________________
4.2 Numerical Patterns
4 STYLE OF ŚR (57-205)
discusses different sources in and outside India, in which we find the concept of the twelve days which occurs in specific ritual contexts. He refers to an ancient calendar which is based on the insertion of intercalary days.
Generally, following Bennedik 2007 (Introduction) we can start out on discussing the origins of those rituals by considering the fact that the Indian luni-solar calendary system was not at all uniform. It either commenced with the month Kārttika (corresponding to the constellation of the Pleiades) in autumn, or with the month Caitra (Taurus) in spring. Bennedik calls the Indian calendary system the "construct of Oriental and Greek elements". There must have been more than one system in use. The first one prescribed to insert from time to time a 13th month or a seventh time of the year. And, in some ritual texts, the knowledge thereof was associated with Rudra and his fierce servants. In another system it was necessary to add twelve days to each lunar year.127 The theme of the Wild Hunt" occurs in various folk songs and stories. The "howling" and "yelling" of "death spirits" is associated with the rising of the dead in the time of winter or in the time of the summer (especially in the ritual calendar of the East Asian Buddhists).

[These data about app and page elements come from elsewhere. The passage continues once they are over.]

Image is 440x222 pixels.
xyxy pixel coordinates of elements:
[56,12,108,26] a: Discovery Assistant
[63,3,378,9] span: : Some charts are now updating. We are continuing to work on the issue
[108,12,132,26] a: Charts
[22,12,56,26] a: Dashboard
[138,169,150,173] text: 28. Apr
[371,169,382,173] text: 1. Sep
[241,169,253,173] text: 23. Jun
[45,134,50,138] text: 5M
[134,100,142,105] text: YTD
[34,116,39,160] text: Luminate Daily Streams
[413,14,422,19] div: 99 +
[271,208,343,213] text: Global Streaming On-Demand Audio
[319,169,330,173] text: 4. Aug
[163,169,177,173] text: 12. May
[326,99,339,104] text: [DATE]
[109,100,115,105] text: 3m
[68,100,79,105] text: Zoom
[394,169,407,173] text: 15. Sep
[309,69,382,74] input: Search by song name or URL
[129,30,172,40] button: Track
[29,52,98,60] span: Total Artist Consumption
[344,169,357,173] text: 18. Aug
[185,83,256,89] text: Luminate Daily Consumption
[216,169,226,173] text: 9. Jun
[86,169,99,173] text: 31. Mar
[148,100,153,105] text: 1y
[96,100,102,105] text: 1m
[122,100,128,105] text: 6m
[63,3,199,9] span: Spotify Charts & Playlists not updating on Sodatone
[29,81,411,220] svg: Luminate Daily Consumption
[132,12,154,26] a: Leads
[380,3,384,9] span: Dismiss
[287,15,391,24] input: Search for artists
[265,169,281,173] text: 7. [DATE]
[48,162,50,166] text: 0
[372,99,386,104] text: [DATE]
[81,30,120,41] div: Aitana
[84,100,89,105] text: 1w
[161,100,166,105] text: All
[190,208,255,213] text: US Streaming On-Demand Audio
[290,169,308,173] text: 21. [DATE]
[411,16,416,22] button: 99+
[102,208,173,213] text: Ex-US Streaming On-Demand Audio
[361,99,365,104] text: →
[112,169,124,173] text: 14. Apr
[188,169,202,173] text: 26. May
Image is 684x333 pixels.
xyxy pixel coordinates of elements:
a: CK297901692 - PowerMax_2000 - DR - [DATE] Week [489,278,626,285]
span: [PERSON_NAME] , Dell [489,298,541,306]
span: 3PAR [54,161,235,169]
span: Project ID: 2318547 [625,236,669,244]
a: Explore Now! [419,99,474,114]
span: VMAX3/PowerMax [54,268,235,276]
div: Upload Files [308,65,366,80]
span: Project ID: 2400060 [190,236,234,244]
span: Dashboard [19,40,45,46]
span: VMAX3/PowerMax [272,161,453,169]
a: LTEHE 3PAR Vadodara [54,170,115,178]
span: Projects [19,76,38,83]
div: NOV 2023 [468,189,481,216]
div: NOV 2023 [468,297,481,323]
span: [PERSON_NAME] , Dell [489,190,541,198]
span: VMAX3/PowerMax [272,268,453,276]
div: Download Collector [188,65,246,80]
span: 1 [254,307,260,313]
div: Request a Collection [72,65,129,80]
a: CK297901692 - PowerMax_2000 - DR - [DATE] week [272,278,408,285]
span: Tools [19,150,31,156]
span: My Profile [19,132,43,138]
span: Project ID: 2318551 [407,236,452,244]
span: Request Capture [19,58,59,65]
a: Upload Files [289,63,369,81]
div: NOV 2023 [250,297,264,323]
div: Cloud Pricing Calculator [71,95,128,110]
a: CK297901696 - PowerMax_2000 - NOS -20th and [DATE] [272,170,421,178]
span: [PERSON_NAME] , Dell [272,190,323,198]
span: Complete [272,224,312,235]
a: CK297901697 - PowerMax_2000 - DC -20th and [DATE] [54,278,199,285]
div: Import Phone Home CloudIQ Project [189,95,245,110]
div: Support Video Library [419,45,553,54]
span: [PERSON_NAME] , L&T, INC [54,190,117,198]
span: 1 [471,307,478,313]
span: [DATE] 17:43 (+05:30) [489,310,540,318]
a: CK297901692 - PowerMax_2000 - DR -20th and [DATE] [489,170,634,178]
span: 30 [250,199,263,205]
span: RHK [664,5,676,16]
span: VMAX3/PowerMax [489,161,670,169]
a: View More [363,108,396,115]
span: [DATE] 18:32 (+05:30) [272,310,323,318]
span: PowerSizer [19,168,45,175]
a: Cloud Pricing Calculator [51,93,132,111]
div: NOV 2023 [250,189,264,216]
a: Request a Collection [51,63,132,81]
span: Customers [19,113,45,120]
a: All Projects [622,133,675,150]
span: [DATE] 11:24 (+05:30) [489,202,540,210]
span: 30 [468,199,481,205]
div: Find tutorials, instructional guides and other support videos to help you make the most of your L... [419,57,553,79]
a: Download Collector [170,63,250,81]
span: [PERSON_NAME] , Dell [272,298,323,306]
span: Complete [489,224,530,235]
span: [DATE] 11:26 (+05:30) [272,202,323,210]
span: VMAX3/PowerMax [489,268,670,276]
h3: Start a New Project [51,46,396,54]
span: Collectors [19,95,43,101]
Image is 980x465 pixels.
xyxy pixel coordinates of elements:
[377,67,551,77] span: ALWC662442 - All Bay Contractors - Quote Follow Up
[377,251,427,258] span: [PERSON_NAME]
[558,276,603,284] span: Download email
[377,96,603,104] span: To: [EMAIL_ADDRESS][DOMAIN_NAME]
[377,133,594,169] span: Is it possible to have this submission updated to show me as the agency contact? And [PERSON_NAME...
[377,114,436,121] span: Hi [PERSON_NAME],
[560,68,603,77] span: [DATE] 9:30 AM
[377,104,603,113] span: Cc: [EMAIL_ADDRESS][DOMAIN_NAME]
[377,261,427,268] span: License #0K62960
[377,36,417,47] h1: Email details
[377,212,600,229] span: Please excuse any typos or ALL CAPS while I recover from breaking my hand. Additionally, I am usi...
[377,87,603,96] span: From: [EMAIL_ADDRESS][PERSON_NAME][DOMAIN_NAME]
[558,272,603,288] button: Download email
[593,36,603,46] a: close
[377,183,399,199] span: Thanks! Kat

4.2.4 Geography of Death It is generally known that the Geography of Death is a distinctive characteristic of eschatological literature determined by certain cultural factors. For example, the abode of the dead can be represented in literature more or less as a copy of the world of the living. We find a tendency of anthropomorphism in the afterlife (post-mortem) scenaries and visions. There are landscapes and countries of the dead, and authors describe the features and shape of their inhabitants. Holding different dogmatic positions, the authors of those texts give religious instructions by referring to certain spiritual entities in animal, male, female or androgynous physical form. 128 At first, we should take to account that Vasunandin depicts life and transition under certain ideological pretexts and theoretical reservations in acknowledgement
twelve days abroad with the Aethiopians. Some common elements may remind us of rituals of the urâtyas in the twelve darkest nights which take place in Winter after the solstice. See also the folk motifs of the Wild Hunt" in Cavendish 1983:3032: Falk 1986:15, 62, 65, 89-95; Eliade 1987, Vol. I, p. 303, Vol. XV, p. 417.
127 "Die in Taittiriyabrāhmana 1.1,9,10 als Abbild des Jahrs bezeichneten 12 Nächte könnten dagegen ein Hinweis auf eine jährliche Schaltung an 12 Nächten bzw. Tagnächten sein, die das rund 354 tägige Mondjahr mit einem grob 366 tägigen klimatischen oder einem siderischen Sonnenjahr koordinieren." (Bennedik 2007:277-279). The twelve intercalary days seem to compensate the difference of the lunar with the solar year.
128 Anthropomorphism denotes the "practically universal tendency to experience the divine, the holy or numinous in the "categories and shapes most readily available to human thinking - namely the human ones." Cf. the entries: Afterlife; Anthropomorphism; Animal in Eliade 1987, Vol. I, pp. 116ff.; 291ff.; 316ff.